“It smells like death”: Indigenous people in shock after forest fires

Adrienne Jérôme is “heartbroken”. For this indigenous woman, summer will remain synonymous with a “big shock”. Because if Canada suffered the full brunt of the fires, no one paid a price as high as the first peoples.

Often isolated, located in the heart of large forests, these communities see their territories eroded by the flames and their way of life called into question.

“The evacuation in the middle of the night, with the sirens blaring… it was a real shock. The children were crying, did not want to leave their mothers,” says the former head of the Lac-Simon community in Quebec.

If the houses of this Anishnabe village were spared by the flames, all that remains of the immense surrounding areas of black spruce, these trees so characteristic of the boreal forest, are blackened skeletons.

“The forest that protects us has disappeared,” notes, moved, this woman, very respected in the village. “It’s our pantry that’s lost. There are no more small game animals, no hares, no partridges and then all the medicinal plants have disappeared,” explains the woman who raised ten children.

The historic fire season forced thousands of Indigenous people to flee their homes. Although they only represent 5% of the Canadian population, they nevertheless constitute nearly one in two evacuees.

Disappeared sacred sites

Fires are now “so dangerous and so fast” that evacuations are increasingly necessary, explains Amy Cardinal Christianson, researcher with the Canadian Forest Service.

However, for them, it is a real heartbreak, she explains, because “there is a lack of confidence in the fact that fire agencies are protecting what the person or the community values ​​​​the most” .

It could be a hunting ground, a ceremonial site or even a herd of cattle, adds this member of the Métis people, one of the original populations of Canada.

“All our activities are linked to the forest. People do not realize the loss that this represents for us, it cannot be measured on a financial level,” explains Lucien Wabanonik, the leader of the community.

“Sacred sites, graves, meeting places have disappeared,” lists this man with slow gestures. “It’s as if our church had disappeared. »

“The fire will return”

This is the first time that the Lac-Simon community has been forced to evacuate due to forest fires. Although the region has been hit by fires in the past, they have never reached this magnitude. Most were triggered by lightning which struck very dry areas in early June.

“It smells like death now,” notes Adrienne Jérôme as she walks through the scorched lands where she is used to hunting small game with other women.

She says she cried for a long time with her sister, thinking about all the animals trapped by the flames. Since then, several ceremonies have been organized to honor them.

In indigenous communities, many are calling for a return to controlled cultural burning, an age-old practice. This technique, suppressed by European settlers, makes it possible to limit the extent that forest fires can take by eliminating part of the vegetation on the ground.

This produces “a mosaic in the landscape, creating or maintaining open grasslands, and favoring forests with lots of hardwoods” which are less likely to burn than softwoods, says Amy Cardinal Christianson.

“We are worried because we know that the fire will come back. The climate is fragile, we have always said it. A major shift must be taken,” believes chef Lucien Wabanonik.

But “today, if we are consulted, we are little listened to,” he regrets.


> The task: Only the lines holding "group" are wanted here; copy each from the listing.

==*==

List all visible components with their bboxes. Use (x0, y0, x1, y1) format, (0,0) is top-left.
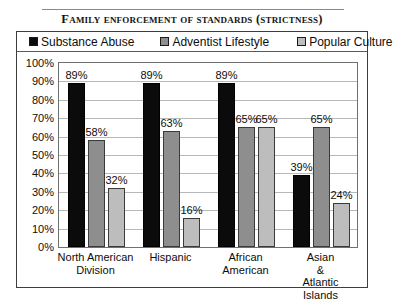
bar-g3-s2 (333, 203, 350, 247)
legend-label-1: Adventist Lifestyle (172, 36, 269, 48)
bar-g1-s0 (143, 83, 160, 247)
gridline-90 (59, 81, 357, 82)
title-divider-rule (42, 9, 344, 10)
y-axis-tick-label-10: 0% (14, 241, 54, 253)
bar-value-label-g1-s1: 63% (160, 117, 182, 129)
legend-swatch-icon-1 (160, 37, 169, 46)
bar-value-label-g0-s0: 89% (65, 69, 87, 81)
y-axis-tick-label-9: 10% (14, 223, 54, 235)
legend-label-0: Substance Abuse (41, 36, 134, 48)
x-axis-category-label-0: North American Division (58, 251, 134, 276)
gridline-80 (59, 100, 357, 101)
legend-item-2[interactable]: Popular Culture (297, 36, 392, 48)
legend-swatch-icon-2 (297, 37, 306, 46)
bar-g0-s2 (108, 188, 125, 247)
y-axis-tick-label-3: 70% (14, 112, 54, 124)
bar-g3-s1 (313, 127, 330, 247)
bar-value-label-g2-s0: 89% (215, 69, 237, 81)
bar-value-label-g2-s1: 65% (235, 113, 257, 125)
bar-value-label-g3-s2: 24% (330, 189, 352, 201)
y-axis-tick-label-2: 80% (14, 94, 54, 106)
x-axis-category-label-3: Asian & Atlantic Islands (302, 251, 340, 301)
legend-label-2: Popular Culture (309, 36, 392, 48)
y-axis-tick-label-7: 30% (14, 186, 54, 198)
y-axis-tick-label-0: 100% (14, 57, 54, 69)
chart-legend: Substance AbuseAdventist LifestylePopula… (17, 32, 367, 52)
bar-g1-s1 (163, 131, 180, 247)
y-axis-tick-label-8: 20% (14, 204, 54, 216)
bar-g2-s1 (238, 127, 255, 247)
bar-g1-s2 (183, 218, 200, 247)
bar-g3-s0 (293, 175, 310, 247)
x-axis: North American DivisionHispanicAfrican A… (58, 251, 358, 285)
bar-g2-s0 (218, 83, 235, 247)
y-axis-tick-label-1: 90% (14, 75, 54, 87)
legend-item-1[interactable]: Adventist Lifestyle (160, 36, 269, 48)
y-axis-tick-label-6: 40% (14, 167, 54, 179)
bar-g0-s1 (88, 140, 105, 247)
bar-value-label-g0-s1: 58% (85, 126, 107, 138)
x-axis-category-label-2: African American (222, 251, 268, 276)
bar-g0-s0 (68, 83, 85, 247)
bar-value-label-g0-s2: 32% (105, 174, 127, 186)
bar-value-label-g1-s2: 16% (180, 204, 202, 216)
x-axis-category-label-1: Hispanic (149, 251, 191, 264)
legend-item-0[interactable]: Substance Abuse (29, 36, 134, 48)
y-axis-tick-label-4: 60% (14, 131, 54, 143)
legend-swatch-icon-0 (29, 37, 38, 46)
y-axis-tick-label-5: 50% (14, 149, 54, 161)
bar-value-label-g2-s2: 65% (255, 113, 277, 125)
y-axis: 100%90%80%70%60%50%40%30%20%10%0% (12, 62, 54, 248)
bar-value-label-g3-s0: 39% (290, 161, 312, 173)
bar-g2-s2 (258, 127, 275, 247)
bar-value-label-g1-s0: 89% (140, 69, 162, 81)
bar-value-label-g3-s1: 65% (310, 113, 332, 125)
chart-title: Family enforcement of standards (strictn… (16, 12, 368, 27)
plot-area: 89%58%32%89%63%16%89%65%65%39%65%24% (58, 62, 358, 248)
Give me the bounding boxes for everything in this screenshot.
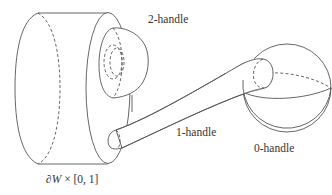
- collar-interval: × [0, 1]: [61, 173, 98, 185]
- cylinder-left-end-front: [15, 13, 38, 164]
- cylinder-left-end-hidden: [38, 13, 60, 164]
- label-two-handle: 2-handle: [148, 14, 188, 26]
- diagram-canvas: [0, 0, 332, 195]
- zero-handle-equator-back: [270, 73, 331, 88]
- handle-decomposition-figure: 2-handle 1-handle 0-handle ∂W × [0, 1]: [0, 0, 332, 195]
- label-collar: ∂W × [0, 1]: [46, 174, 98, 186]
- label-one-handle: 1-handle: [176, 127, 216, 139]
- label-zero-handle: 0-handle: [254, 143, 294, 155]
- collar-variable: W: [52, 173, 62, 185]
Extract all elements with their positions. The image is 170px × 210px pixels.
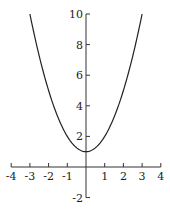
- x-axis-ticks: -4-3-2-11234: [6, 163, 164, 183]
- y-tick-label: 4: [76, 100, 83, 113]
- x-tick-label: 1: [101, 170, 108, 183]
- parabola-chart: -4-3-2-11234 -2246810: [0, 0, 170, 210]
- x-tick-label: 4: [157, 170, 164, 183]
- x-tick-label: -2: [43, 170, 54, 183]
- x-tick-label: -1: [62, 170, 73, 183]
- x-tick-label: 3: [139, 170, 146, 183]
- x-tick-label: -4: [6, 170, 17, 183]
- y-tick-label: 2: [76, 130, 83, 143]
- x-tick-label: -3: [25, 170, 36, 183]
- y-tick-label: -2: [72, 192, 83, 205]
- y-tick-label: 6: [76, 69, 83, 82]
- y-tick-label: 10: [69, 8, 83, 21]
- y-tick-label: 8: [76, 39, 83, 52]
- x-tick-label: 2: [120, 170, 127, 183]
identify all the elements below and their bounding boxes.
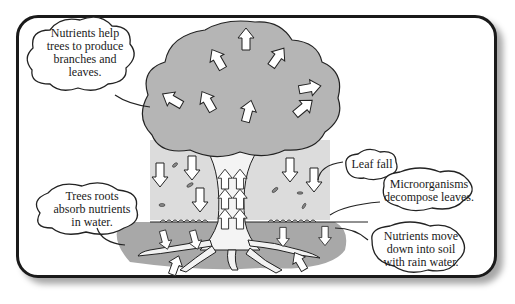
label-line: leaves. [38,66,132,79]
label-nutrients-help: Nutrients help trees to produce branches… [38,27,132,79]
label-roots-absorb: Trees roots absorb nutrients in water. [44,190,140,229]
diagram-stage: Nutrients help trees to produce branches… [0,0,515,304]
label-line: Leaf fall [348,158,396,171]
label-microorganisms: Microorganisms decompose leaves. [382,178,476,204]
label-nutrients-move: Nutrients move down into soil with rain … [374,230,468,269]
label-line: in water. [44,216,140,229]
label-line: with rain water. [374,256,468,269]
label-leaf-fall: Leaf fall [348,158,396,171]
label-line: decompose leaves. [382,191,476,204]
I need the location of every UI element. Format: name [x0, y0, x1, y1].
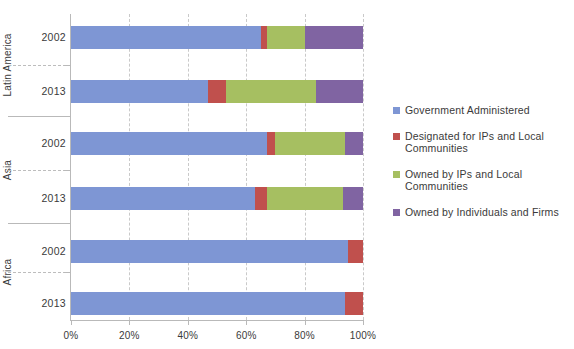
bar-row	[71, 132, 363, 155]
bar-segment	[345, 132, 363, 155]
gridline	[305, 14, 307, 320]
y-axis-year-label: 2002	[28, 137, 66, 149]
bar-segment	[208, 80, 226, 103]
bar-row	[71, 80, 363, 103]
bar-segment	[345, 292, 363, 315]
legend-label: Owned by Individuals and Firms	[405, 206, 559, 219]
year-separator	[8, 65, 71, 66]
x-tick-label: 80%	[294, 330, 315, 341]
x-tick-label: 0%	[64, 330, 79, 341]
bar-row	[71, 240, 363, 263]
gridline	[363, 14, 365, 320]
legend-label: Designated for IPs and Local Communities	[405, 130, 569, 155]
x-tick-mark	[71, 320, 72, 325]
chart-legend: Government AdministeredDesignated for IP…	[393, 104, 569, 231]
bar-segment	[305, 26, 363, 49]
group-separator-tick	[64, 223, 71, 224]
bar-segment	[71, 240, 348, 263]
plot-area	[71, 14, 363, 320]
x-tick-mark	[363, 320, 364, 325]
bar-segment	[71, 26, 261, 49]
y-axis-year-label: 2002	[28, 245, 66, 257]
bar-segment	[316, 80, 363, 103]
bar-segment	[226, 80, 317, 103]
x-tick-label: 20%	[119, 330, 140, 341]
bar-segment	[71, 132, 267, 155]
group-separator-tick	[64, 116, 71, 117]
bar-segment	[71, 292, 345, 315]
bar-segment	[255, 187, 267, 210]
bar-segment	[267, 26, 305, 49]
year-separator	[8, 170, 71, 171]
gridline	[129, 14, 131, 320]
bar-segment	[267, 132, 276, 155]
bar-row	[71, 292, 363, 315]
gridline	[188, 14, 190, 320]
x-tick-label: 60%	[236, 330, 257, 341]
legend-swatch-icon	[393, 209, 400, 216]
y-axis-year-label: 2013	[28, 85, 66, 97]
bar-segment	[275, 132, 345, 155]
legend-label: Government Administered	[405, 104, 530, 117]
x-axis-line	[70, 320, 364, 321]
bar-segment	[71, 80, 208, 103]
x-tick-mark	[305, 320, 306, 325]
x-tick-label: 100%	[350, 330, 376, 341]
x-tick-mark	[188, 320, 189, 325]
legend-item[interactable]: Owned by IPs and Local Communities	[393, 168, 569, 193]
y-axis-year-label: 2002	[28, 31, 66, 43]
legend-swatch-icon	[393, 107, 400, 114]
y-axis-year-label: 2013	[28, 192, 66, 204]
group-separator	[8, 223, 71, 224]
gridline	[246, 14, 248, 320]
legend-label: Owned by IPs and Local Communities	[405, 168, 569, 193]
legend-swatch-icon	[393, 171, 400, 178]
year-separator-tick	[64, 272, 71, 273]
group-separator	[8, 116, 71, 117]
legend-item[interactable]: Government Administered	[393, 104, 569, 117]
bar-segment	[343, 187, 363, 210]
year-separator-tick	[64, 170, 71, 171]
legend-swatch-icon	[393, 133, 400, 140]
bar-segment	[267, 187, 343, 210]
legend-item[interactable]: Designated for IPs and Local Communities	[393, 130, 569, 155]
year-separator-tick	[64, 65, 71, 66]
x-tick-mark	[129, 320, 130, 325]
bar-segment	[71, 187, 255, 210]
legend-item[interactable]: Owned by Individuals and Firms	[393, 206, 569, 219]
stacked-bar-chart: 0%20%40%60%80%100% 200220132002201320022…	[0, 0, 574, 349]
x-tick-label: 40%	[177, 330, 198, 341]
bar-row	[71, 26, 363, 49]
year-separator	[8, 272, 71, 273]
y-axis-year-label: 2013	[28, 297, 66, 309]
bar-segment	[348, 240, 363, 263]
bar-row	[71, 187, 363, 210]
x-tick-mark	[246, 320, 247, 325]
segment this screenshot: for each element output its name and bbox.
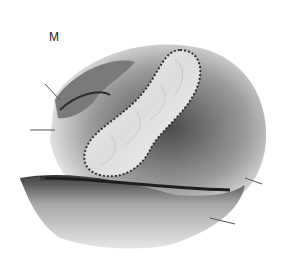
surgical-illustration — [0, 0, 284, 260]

==*==

> Response area:
group-separator-tick	[64, 223, 71, 224]
group-separator-tick	[64, 116, 71, 117]
group-separator	[8, 223, 71, 224]
group-separator	[8, 116, 71, 117]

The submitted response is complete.